Friday, August 18, 2023

Maui emergency services chief resigns

BY KAREN TOWNSEND | Townhall.com

AP Photo/Rick Bowmer

Maui Emergency Management Services administrator resigned Thursday. Administrator Herman Andaya was in charge of the response to the wildfires on Maui and his qualifications came under question upon review.

It quickly became clear that Andaya was in over his head. It is reported that he was not on the island when the fires began on Maui. As I wrote for our VIP subscribers yesterday, Andaya had no experience in emergency management. He was hired in 2017 but it looks like he was hired due to his political connections, not his expertise in emergency management. His background is in law and political science. He was hired without ever having held a full-time job in emergency management. He was the chief of staff for former mayor Alan Arakawa. Andaya was hired over 40 other applicants for the job.

As noted in that post, human error is usually behind these events, not a sweeping ideological explanation, like global warming (or boiling) as progressives like to use as a default reason for any weather event. Andaya failed to give the order to use the island’s emergency siren system, which seems like a really poor decision. Instead, he relied on warnings sent to cell phones, which left many people out of the loop. Other decisions were poorly decided, too, including the use of water to fight the flames, as David wrote about yesterday. M. Kaleo Manuel refused to release water in Maui as the fire raged. He is the deputy director of the Department of Land and Natural Resources. His reason was that water should be revered, not used.

Will M. Kaleo Manuel hold himself accountable and resign? Between his poor judgement and that of Andaya, wildfires swept through the town of Lahaina and more than 100 people are reported dead. That number is expected to grow. The town is destroyed.

AP reports that Andaya feared that using the sirens during the blaze might cause people to go “mauka”, a navigational term in Hawaiian meaning toward the mountains or inland. “If that was the case, then they would have gone into the fire,” Andaya explained. That decision, along with water shortages, and a clogged escape route, all added up to the deadliest wildfire in the U.S. in more than a century.

As I said, the number of deaths continues to rise. As of Thursday, the number is 111 people dead. Searchers have covered about 45% of the burned area.

Andaya is citing health reasons for his resignation. His resignation is effective immediately.

“Given the gravity of the crisis we are facing, my team and I will be placing someone in this key position as quickly as possible, and I look forward to making that announcement soon,” Maui County Mayor Richard Bissen said.

Details about the health reasons that Andaya cited were not immediately available. CNN has sought comment from Hawaii Gov. Josh Green.

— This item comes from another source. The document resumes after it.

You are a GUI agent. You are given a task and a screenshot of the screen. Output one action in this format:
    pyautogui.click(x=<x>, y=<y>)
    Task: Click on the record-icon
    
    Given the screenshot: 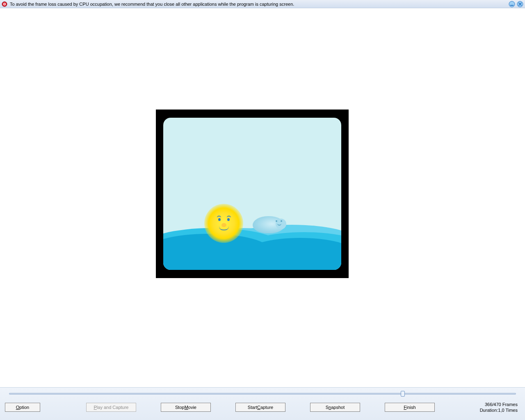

Andaya refused to say he regretted not sounding the sirens. Hard to believe, but that was his attitude. Other elected officials are criticizing the response now. And his explanation for not using the sirens – the navigational thing – insults Hawaiians.

At a Wednesday news conference, Andaya was asked whether he regretted not sounding the alarms. Andaya said, “I do not,” telling reporters he worried that if they had sounded, many residents would’ve gone inland and “would have gone into the fire.”

US Sen. Mazie Hirono of Hawaii criticized that response later that day, calling Andaya’s assessment of the situation and comment about not regretting his decision “premature.”

Before Andaya’s resignation was announced, state Sen. Angus McKelvey, who represents the devastated town of Lahaina and lost his own home in the fires, blasted Andaya’s response as “insulting.”

“I’ve heard the line that ‘people would have panicked and ran up to the mountains because it’s a tsunami siren.’ … It’s insulting to think that people would be that clueless, that they wouldn’t know that sirens blasting was because of the fire,” McKelvey told CNN on Thursday. “These are not tsunami sirens. They’re disaster sirens.”

 Let’s hope that someone with the proper qualifications is found for the job this time. It’s too late for the town of Lahaina and the souls who lost their lives.